Researchers at the Institute of Health and Wellbeing have been awarded £1m to enhance mental health data cohorts through linkage to health, education and administrative datasets.
The UK-wide grants total £10m and are awarded by the Medical Research Council (MRC) to help researchers harness the power of data science for mental health research.
Funding for the grants was secured by the MRC as part of the government’s National Productivity Investment Fund (NPIF).
Scotland is world-leading in the use of routine health data and record linkage for research, and researchers here are ideally suited to transform mental health research using health informatics and data science.
The University of Glasgow will deliver an ambitious data pathfinder project as a first step towards a UK-wide Mental Health Platform. The university has an established international record of interdisciplinary health informatics research in mental health, a well-tested infrastructure for this work, and collaborations with partners in the NHS, the third sector and in local and national government.
Led by Professor Daniel Smith, Professor of Psychiatry at the Institute of Health and Wellbeing, the University of Glasgow project will have a strong clinical and translational focus. It will investigate the overlap between mental and physical health problems and will develop a programme of schools-based mental health research in Scotland.
Working with colleagues at the University, Professor Smith’s goal is to demonstrate the utility and versatility of routine data by developing both disease and population cohorts.
Professor Smith said: “We are delighted with this MRC Data Pathfinder Award for Mental Health. It builds on the excellent infrastructure for data science research and data linkage capacity in Glasgow, and is a vote of confidence for our psychiatric research programme.

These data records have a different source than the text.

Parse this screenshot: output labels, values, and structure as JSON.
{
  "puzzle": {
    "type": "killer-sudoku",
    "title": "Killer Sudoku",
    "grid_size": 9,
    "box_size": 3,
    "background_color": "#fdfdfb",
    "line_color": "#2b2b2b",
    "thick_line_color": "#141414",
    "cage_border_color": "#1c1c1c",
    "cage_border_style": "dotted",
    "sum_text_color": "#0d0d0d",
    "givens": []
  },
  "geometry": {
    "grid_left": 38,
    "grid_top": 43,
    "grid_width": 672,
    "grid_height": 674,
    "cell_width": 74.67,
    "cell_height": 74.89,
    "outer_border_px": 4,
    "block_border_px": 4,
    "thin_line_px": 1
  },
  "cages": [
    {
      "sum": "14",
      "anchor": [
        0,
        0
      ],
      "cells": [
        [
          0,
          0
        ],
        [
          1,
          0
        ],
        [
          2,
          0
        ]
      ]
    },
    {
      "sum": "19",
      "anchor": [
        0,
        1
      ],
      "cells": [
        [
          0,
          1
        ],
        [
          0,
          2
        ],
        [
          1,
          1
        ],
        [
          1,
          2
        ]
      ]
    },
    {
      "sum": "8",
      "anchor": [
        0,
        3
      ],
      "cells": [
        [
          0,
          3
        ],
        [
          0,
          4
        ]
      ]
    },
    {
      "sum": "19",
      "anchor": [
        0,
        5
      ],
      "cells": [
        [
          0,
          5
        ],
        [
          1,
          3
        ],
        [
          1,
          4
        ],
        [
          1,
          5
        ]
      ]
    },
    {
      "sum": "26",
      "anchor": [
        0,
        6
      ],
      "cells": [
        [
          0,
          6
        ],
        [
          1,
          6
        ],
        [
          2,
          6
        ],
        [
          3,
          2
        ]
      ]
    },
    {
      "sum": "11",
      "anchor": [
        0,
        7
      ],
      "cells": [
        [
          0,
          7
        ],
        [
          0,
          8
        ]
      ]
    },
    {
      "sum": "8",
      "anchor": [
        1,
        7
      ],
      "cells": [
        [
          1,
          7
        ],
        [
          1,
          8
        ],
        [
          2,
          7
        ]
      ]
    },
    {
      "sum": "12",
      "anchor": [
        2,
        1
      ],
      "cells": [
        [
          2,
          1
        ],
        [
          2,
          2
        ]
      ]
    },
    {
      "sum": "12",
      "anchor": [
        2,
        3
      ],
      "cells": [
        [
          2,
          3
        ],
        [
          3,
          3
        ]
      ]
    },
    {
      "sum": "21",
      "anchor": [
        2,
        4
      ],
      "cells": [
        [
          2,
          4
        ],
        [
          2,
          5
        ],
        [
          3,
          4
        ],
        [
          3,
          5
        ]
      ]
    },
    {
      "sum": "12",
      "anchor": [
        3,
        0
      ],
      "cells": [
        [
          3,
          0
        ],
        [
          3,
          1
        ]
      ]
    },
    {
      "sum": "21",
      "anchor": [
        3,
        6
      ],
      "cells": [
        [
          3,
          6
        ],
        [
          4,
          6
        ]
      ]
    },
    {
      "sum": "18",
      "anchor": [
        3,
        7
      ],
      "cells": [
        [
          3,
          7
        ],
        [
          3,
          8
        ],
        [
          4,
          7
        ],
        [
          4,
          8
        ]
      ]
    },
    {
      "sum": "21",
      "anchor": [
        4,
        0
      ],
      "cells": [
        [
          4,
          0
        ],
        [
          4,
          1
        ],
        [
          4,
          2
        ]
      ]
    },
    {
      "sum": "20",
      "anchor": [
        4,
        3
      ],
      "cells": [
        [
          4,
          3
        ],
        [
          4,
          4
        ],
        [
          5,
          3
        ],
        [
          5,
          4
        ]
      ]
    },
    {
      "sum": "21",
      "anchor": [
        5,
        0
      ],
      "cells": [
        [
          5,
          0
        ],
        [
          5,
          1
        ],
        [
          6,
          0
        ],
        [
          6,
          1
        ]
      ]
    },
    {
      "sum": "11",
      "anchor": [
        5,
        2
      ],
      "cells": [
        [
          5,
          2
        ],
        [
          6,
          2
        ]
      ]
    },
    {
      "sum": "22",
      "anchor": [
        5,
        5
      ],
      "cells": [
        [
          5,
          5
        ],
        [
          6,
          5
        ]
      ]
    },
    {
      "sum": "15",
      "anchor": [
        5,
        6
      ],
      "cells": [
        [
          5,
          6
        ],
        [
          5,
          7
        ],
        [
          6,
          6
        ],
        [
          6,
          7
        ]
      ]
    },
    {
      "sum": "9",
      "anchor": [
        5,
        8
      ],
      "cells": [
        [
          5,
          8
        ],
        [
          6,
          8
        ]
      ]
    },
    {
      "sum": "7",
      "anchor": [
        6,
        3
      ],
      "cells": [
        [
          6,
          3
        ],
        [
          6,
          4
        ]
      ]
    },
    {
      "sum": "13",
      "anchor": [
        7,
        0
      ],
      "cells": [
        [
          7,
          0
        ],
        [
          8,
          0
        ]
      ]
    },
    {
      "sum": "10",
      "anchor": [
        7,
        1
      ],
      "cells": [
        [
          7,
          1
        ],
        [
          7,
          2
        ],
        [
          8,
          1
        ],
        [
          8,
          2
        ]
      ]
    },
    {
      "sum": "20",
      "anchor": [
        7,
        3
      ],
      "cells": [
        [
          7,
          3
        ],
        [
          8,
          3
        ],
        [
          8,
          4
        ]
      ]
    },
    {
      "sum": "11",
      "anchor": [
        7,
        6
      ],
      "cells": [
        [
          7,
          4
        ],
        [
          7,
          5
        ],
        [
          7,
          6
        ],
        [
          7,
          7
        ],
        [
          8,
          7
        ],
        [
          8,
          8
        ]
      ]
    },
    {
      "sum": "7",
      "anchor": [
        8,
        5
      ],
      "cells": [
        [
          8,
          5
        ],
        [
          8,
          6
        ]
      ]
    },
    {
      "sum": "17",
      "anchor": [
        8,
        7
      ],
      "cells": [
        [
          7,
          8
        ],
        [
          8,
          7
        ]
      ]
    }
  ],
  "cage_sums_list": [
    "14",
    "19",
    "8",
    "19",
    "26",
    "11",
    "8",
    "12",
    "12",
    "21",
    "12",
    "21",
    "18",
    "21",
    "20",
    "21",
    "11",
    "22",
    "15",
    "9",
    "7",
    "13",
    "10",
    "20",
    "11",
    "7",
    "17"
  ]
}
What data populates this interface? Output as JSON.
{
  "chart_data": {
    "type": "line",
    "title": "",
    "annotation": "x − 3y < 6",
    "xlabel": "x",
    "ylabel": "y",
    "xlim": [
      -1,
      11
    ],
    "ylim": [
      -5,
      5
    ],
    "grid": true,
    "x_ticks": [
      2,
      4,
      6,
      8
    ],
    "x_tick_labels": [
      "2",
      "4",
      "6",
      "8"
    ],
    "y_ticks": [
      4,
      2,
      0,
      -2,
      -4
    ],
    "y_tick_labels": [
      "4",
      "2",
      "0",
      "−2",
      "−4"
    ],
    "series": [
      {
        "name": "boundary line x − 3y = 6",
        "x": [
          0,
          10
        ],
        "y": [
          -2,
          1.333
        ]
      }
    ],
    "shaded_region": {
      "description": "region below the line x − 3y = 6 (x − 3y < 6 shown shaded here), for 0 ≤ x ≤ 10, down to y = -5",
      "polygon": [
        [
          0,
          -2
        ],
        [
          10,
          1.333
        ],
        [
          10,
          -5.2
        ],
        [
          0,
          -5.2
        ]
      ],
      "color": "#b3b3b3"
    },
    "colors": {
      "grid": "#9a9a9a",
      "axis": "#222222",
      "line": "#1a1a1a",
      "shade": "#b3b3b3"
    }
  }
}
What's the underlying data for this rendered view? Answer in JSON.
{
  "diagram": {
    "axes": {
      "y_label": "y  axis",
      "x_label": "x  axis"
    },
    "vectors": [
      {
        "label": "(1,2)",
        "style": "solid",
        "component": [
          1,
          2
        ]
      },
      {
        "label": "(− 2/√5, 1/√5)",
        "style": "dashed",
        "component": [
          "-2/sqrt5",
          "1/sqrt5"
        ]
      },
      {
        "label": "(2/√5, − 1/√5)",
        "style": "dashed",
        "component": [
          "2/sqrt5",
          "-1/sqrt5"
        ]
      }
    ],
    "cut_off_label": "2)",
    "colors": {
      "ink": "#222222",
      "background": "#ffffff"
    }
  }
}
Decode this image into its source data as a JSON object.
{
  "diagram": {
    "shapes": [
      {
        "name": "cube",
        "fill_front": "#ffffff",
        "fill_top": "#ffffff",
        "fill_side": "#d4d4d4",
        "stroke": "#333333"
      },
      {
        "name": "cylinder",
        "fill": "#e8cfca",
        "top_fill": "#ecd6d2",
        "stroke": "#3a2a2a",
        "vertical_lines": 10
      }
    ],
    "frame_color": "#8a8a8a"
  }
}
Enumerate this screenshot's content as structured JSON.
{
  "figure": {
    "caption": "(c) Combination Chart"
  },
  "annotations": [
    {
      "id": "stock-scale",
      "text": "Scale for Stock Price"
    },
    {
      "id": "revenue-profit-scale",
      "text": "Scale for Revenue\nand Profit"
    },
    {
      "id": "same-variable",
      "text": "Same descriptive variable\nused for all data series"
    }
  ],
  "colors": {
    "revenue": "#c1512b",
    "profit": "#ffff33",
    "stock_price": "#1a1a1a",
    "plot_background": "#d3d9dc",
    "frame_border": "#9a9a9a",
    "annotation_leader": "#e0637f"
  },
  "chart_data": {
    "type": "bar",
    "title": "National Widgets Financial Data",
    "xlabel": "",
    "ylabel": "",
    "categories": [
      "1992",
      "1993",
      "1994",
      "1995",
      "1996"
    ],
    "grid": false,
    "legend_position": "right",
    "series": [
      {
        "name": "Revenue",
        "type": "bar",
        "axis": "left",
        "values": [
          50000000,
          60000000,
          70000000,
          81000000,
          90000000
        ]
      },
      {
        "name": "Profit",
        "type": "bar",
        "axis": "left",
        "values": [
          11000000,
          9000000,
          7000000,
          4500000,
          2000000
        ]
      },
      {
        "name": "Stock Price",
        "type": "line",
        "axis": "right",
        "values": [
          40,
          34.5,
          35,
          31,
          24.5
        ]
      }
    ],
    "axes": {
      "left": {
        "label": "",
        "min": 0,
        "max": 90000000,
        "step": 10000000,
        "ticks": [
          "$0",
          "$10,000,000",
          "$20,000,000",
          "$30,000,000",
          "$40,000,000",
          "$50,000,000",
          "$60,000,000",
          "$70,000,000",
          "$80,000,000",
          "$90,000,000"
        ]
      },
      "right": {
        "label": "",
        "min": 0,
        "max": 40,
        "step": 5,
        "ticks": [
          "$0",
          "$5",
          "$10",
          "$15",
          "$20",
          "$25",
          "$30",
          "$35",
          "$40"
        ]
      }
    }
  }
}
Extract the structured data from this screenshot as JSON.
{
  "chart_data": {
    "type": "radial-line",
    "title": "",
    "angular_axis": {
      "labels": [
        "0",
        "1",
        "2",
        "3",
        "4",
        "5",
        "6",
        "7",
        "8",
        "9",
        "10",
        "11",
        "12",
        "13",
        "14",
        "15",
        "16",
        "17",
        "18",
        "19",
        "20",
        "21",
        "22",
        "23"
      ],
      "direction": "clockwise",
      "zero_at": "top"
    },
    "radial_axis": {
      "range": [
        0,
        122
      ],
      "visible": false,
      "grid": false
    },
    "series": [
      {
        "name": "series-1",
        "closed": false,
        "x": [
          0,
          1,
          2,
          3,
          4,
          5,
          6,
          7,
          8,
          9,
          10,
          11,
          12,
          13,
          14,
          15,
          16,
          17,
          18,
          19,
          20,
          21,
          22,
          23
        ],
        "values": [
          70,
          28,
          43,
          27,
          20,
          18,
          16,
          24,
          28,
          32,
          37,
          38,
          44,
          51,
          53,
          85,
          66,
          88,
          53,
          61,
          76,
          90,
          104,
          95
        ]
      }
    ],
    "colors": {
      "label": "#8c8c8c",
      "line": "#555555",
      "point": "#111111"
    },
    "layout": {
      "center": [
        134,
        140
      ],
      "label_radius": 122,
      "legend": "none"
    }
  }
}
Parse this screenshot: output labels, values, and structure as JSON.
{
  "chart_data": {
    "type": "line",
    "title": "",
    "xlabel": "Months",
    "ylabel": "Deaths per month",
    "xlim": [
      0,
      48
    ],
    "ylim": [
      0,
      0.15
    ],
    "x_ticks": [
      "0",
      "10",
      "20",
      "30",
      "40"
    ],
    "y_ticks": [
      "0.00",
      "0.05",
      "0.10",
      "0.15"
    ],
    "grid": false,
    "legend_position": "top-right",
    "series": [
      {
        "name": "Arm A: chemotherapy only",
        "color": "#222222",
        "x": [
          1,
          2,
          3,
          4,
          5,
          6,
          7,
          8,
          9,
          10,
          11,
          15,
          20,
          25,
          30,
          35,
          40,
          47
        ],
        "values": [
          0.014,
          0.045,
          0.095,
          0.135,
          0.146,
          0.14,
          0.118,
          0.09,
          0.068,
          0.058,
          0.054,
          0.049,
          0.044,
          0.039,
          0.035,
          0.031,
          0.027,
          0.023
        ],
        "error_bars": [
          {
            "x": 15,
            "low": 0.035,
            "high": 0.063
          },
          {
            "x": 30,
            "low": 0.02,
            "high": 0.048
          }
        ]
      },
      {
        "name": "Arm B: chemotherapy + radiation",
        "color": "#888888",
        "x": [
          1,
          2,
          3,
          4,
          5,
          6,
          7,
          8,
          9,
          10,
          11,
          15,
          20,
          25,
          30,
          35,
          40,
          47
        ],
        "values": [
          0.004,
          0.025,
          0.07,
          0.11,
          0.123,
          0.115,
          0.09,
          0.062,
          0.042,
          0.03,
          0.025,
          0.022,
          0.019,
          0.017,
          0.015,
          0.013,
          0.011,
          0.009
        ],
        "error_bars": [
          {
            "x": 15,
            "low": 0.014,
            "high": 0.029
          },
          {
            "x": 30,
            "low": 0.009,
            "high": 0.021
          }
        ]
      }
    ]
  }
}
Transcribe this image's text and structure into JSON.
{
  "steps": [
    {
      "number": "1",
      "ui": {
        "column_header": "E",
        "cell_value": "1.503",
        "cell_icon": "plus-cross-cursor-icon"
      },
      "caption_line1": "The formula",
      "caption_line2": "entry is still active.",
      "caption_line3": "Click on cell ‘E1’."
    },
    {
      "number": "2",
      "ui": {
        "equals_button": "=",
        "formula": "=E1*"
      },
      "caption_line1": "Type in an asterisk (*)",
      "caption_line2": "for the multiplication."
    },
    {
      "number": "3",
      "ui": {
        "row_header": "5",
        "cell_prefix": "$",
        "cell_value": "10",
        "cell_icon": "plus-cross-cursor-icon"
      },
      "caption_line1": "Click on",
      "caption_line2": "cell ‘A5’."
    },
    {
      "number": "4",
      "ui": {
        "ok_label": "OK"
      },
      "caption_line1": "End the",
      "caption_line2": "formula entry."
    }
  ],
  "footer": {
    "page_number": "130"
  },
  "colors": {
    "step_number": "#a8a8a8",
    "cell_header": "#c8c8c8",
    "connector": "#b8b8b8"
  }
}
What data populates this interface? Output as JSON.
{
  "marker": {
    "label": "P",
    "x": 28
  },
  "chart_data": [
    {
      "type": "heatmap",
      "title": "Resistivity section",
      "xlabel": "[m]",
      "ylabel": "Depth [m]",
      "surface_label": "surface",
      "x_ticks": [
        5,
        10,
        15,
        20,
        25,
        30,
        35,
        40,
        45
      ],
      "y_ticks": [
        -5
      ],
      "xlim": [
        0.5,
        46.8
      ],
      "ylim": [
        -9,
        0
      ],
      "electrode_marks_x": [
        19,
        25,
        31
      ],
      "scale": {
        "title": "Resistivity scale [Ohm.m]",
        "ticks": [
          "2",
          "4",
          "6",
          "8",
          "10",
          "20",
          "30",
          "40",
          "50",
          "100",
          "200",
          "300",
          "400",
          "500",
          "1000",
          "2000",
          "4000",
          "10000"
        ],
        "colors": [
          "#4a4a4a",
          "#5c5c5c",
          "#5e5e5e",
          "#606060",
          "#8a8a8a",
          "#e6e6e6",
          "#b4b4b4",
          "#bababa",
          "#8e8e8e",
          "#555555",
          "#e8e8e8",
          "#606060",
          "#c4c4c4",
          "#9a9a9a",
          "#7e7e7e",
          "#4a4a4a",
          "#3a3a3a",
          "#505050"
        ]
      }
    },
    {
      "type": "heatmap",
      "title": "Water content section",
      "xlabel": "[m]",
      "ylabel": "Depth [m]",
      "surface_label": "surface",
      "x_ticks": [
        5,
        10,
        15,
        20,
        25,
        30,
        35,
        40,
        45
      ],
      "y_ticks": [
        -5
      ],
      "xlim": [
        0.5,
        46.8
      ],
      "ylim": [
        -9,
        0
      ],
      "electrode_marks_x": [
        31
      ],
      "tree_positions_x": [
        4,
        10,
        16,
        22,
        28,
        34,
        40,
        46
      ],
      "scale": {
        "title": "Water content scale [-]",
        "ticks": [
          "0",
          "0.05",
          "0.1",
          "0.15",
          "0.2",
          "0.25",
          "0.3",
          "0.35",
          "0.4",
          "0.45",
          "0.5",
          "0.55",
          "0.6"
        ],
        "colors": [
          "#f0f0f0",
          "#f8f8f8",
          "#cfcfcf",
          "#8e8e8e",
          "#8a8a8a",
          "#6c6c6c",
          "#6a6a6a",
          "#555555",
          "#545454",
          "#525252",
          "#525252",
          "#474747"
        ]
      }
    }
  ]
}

“Longer term, it means that the University of Glasgow will play an important role in the development of a future UK-wide Mental Health Platform. Our goal is to maximise the use of biological data and routine clinical data to deliver improvements for patients affected by severe mental illness and their families, and we are grateful to the MRC for this substantial funding initiative.”
The research community holds and generates huge swathes of biological, clinical, social and environmental data. The real challenge is how best to select and analyse the data to help unlock the secret to better diagnosis, treatment and ultimately prevention of mental health conditions. These nine innovative studies all look to tackle this question head on, helping build the systems, infrastructure and insight that will help researchers make the best use of Big Data.
The awards are intended to help jump start the sector in preparation for a future Mental Health Research Platform, similar in style to the Dementias Platform UK.